(DIRECTIONS)
Go to the line containing "Describe the element at coordinates (28, 134)" and retype it and every later line exactly as written, up to the last line of the entries. Keep pictures out.

(DATA FOR THIS EXERCISE)
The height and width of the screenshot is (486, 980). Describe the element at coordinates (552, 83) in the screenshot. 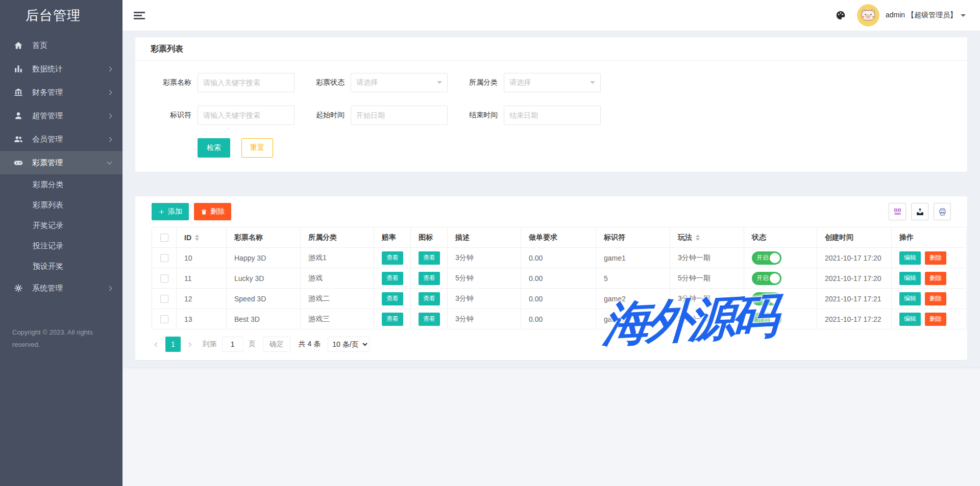

I see `category-select: 请选择` at that location.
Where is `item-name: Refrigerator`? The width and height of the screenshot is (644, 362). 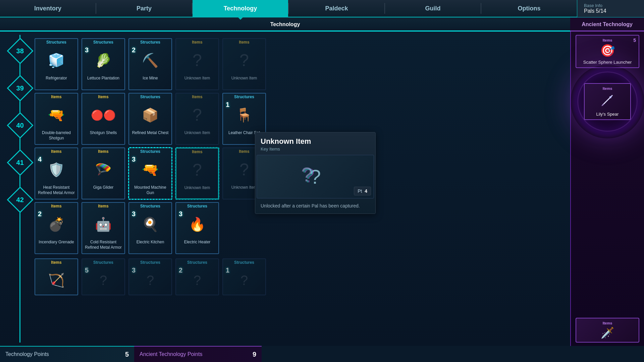
item-name: Refrigerator is located at coordinates (56, 78).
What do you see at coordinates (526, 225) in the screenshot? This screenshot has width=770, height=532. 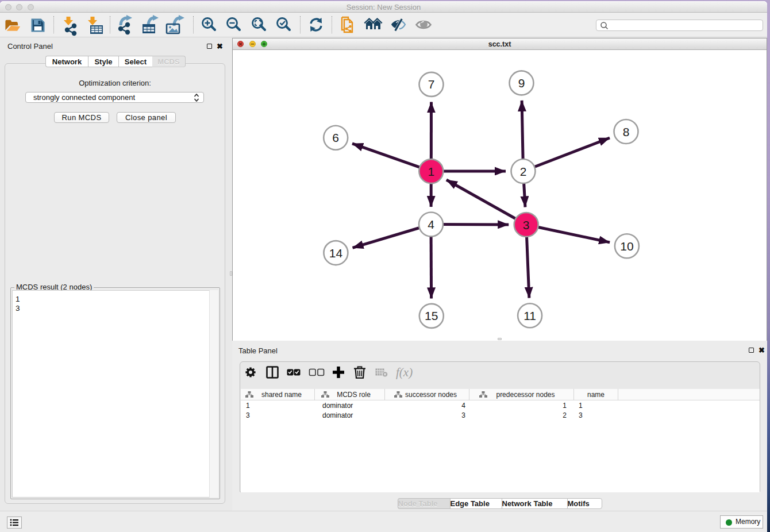 I see `svg-text: 3` at bounding box center [526, 225].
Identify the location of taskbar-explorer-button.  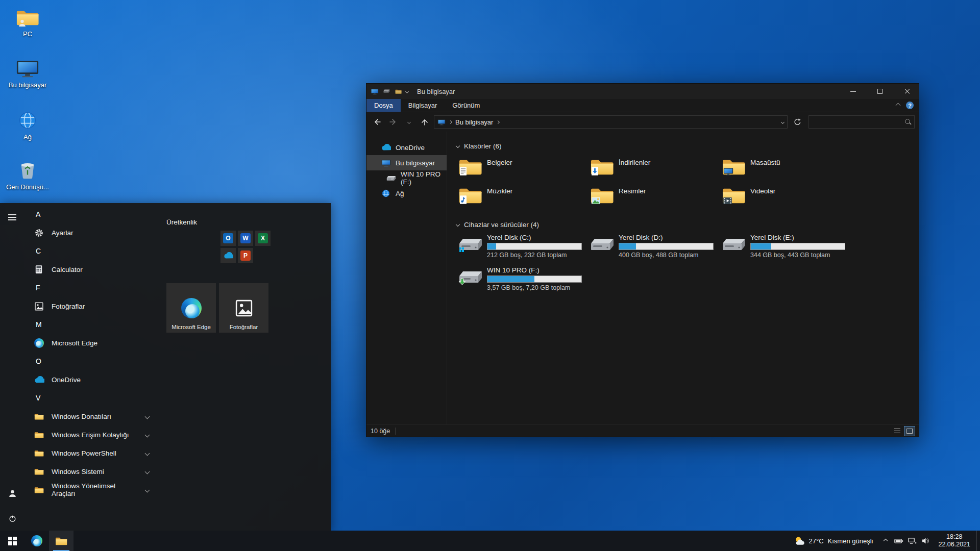
(61, 541).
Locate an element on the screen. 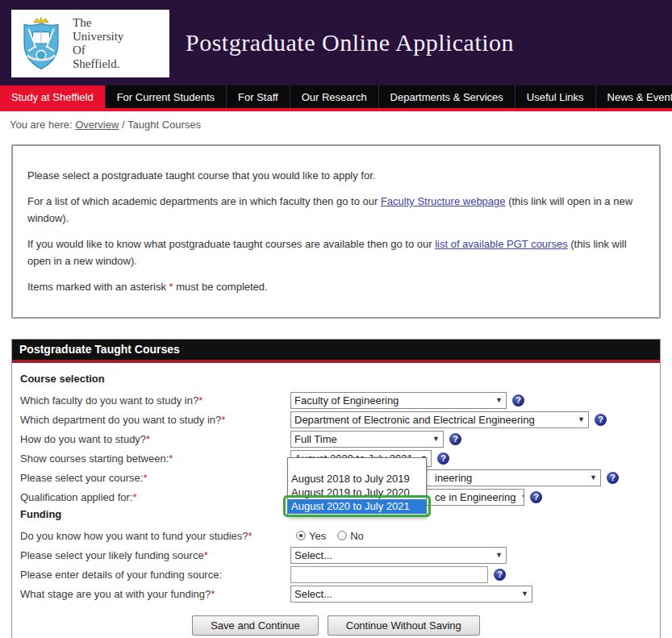 The width and height of the screenshot is (672, 638). fund-yes-label: Yes is located at coordinates (318, 536).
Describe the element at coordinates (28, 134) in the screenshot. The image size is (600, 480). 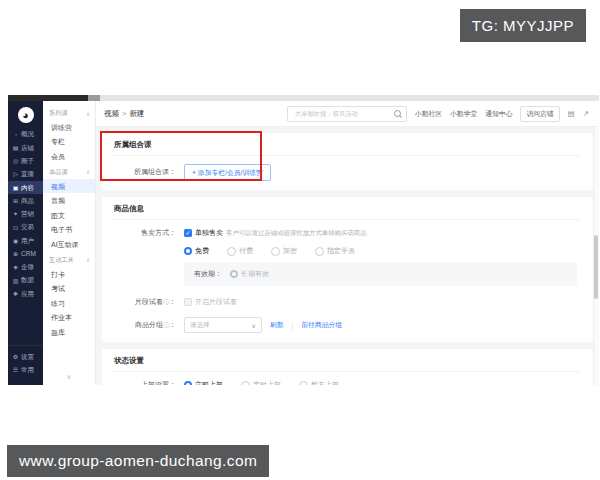
I see `sidebar-item-label: 概况` at that location.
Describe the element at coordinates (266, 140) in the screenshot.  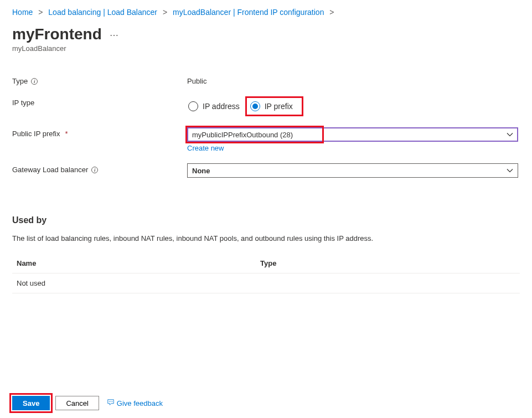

(TASK RESULT)
Describe the element at coordinates (28, 134) in the screenshot. The image size is (600, 480). 
I see `sidebar-item-label: 概况` at that location.
Describe the element at coordinates (266, 140) in the screenshot.  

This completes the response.